The 1971 movie Le Mans, featuring Steve McQueen, had no scripted dialogue for the first forty minutes as it strived to create a form of cinema verité. The viewer is drawn in with real footage of the 1970 race before the fierce Hollywood drama begins to unfold, and our hero determines to dominate his German arch-rival.
2023 sees the centenary of the Le Mans 24 Hour race, billed as the race of the century, which expects to draw as many as a quarter of a million spectators next June. Quite an invasion.
That the ultimate endurance race was born in Le Mans comes as no surprise to the denizens of the city. It has been a place of ambition, innovation, and struggle for millennia.
City of Empires
It was the seat of the famous Plantagenêt dynasty that ruled England and much of France when European borders were more fluid.
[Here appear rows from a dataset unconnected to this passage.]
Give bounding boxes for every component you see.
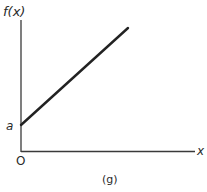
origin-label: O xyxy=(16,154,25,168)
y-axis-label: f(x) xyxy=(3,4,25,19)
figure-g: f(x) a O x (g) xyxy=(0,0,207,192)
figure-caption: (g) xyxy=(102,173,118,186)
function-line xyxy=(21,28,128,125)
intercept-label: a xyxy=(6,119,13,133)
x-axis-label: x xyxy=(196,144,205,158)
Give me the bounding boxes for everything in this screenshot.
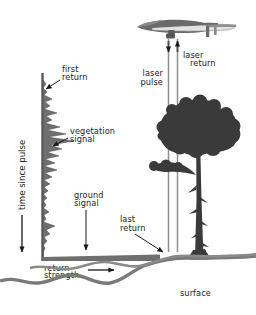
conifer-tree-icon — [149, 95, 241, 260]
leader-line-icon — [46, 80, 60, 89]
label-laser-pulse: laser pulse — [141, 68, 164, 87]
laser-pulse-line2: pulse — [141, 77, 163, 87]
time-axis-label-text: time since pulse — [17, 140, 27, 210]
vegetation-signal-line2: signal — [70, 134, 95, 144]
last-return-line2: return — [120, 223, 146, 233]
laser-return-line2: return — [190, 58, 216, 68]
first-return-line2: return — [62, 72, 88, 82]
strength-axis-wedge — [43, 255, 161, 262]
surface-label: surface — [180, 288, 211, 298]
annotation-last-return: last return — [120, 214, 163, 252]
label-laser-return: laser return — [183, 50, 216, 68]
ground-signal-line2: signal — [74, 198, 99, 208]
time-since-pulse-axis-label: time since pulse — [17, 140, 27, 252]
annotation-first-return: first return — [46, 64, 88, 89]
lidar-waveform-figure: time since pulse return strength first r… — [0, 0, 256, 315]
first-return-peak — [43, 80, 46, 88]
annotation-ground-signal: ground signal — [74, 190, 104, 250]
return-waveform-area — [43, 88, 74, 257]
airplane-icon — [137, 20, 236, 39]
diagram-canvas: time since pulse return strength first r… — [0, 0, 256, 315]
leader-line-icon — [135, 234, 163, 252]
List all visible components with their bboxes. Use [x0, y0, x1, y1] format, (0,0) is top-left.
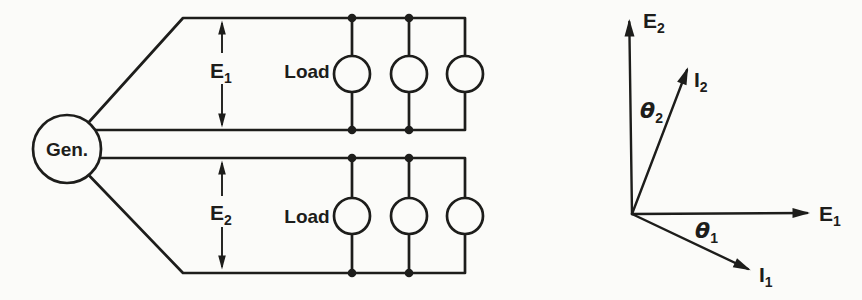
theta2-angle-label: θ2 [640, 98, 663, 126]
junction-dot [405, 126, 414, 135]
e1-phasor-label: E1 [819, 202, 841, 229]
load-circle [391, 198, 427, 234]
circuit-diagram: Gen. E1 E2 Load Load [33, 14, 483, 278]
junction-dot [348, 14, 357, 23]
junction-dot [348, 269, 357, 278]
load-circle [391, 56, 427, 92]
generator-label: Gen. [46, 139, 88, 160]
load-circle [334, 198, 370, 234]
theta1-angle-label: θ1 [695, 218, 718, 246]
load-circle [334, 56, 370, 92]
e2-phasor-label: E2 [643, 9, 665, 36]
junction-dot [348, 154, 357, 163]
junction-dot [405, 269, 414, 278]
load-circle [447, 56, 483, 92]
i2-phasor-label: I2 [694, 68, 708, 95]
load-circle [447, 198, 483, 234]
junction-dot [348, 126, 357, 135]
i1-phasor-vector [632, 214, 748, 269]
i1-phasor-label: I1 [759, 263, 773, 290]
top-load-label: Load [284, 61, 329, 82]
figure-two-feeder-circuit-with-phasor-diagram: Gen. E1 E2 Load Load [0, 0, 862, 300]
phasor-diagram: E2 I2 θ2 E1 θ1 I1 [629, 9, 841, 290]
bottom-load-label: Load [284, 206, 329, 227]
e1-phasor-vector [632, 213, 807, 214]
e2-phasor-vector [629, 22, 632, 214]
junction-dot [405, 14, 414, 23]
junction-dot [405, 154, 414, 163]
diagram-canvas: Gen. E1 E2 Load Load [0, 0, 862, 300]
i2-phasor-vector [632, 70, 687, 214]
Henry II was born here in 1,133. He married Eleanor of Aquitaine in 1,152, which annoyed her ex, the French King Louis VII. Henry then went on to conquer vast swathes of territory from the north of Scotland to the borders of the Spanish Pyrenees.
Henry fought his last battle at Le Mans when his son Richard the Lionheart took his forces on in a dispute over the inheritance of the Empire, a row carefully nurtured by the old foe Louis VII. While (Bad) King John ruled in England, harried by Robin Hood, it is said that Richard claimed the throne but never crossed the English Channel, preferring more profitable crusading campaigns in the Holy Land.
Much of Henry II’s old city still remains, piled up on massive ramparts that tower over the River Sarthe. It was the earlier Roman Empire that began building the huge defensive wall system that remains largely intact around the old city two thousand years later.
In the third century the Gallo Romans broke with Rome and held large parts of France, Belgium, and Germany, before their eventual defeat at the hands of Emperor Diocletian. The Romans built two vast religious complexes on hills to the north and south of the city, but little of those remain.